The walls are closing in, and most people are too busy scrolling to see it happen. All across Europe the internet is being reshaped, not by new ideas or better technology, but by censorship that no longer asks for permission. What started as a narrow strike against Russian media has turned into a wide net that keeps spreading. Entire platforms vanish from the web, not because they broke laws, but because someone somewhere decided they should. The reach is no longer limited to propaganda channels. It now sweeps through news outlets, video servers, even decentralized platforms that once promised independence. The most frightening part is how quietly it moves, how fast it spreads, and how normal it is starting to feel.

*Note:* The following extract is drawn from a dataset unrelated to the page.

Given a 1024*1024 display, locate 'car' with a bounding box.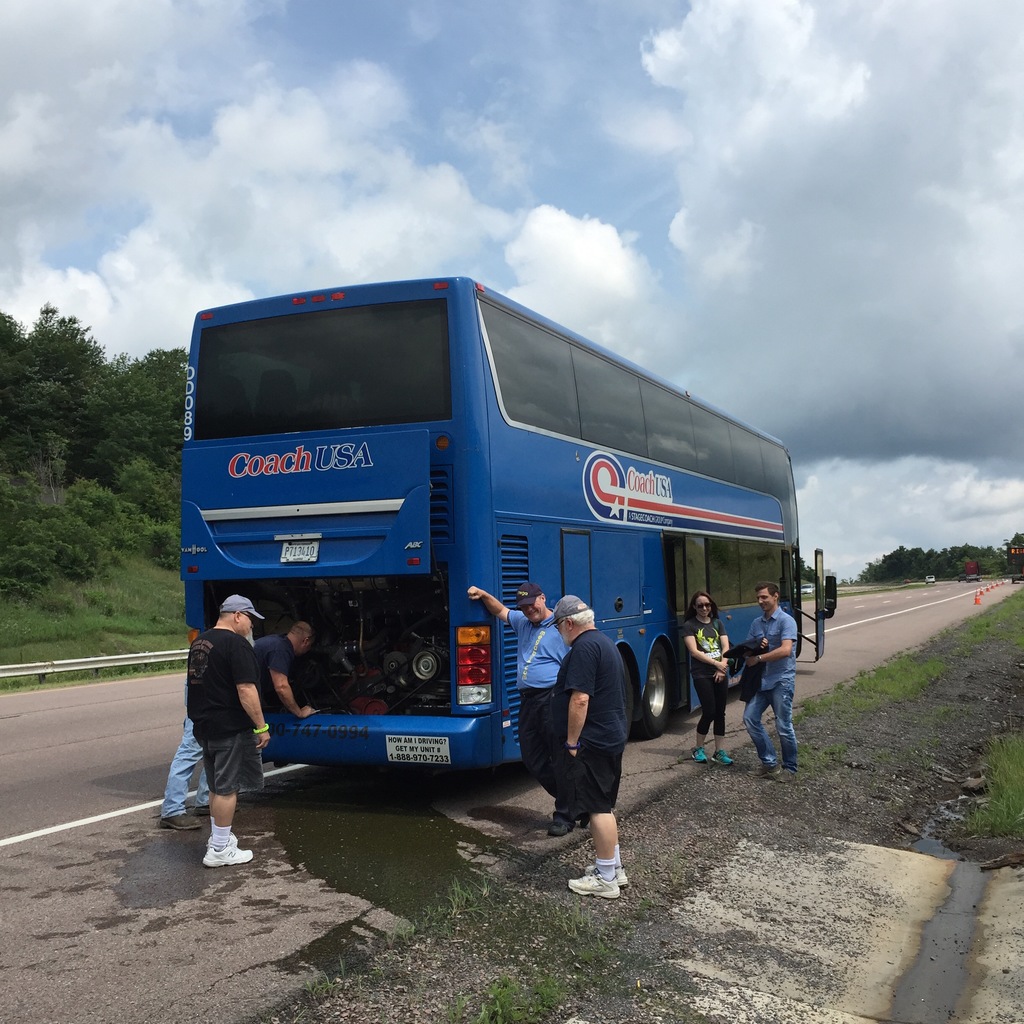
Located: l=958, t=571, r=965, b=582.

“The sanctions cover all means for transmission and distribution, such as via cable, satellite, IPTV… websites and apps,” said Johannes Bahrke, spokesman for the European Commission. “All relevant licenses, authorizations, and distribution arrangements are suspended.” Source: https://www.rferl.org/a/russia-rt-sputnik-eu-access-bans-propaganda-ukraine-war/32803929.html
RT.com and Sputnik are still banned officially across the EU, yet enforcement looks different depending on where you are. In some places you can reach them without effort. In others, like Spain or Romania, internet providers have cut them off completely, rerouting traffic into dead ends. Digi, one of Romania’s biggest networks, has blocked RT’s servers so tightly that only foreign proxies can open the site. These moves are rough, deliberate, and multiplying. Source: https://www.rferl.org/a/russia-rt-sputnik-eu-access-bans-propaganda-ukraine-war/32803929.html
The dragnet has already reached further. Rumble, which is not banned, is now being squeezed in Spain and Romania after someone streamed a soccer game. That excuse hides the real problem: platforms can be cut off in a heartbeat with no clear rules or notice, and the people using them are left stranded. The test blocks on Rumble show how fragile open access has become.
Cloudflare is facing the same pressure. La Liga in Spain has pushed for full blocks of Cloudflare IP ranges to kill off pirated sports streams. But Cloudflare does not host only streams. It carries thousands of normal sites, from news outlets to small creators, and those are swept up too. The result is more collateral damage, less accountability, and fewer places left untouched.
The EU’s new consumer protection rules now let regulators block sites without courts or hearings, citing risks as broad as fraud or “misinformation.” That net is wide enough to catch almost anything, from crypto forums to foreign news sites. The tools are built. The legal cover is ready. The appetite for control is only growing.
If this path holds, Odysee, PeerTube, and other decentralized hubs will be the next to fall. Crypto projects flagged as risky will disappear. Foreign outlets that do not fit Brussels’ narrative will fade from screens. And all of it will happen in silence, one block at a time.
This is not about protecting the public. It is about managing them. And the longer people shrug and adapt, the easier it becomes for governments to tighten the filter until only approved voices are left. The question is no longer if Europe is censoring the internet. The question is how much more people will lose before they finally resist.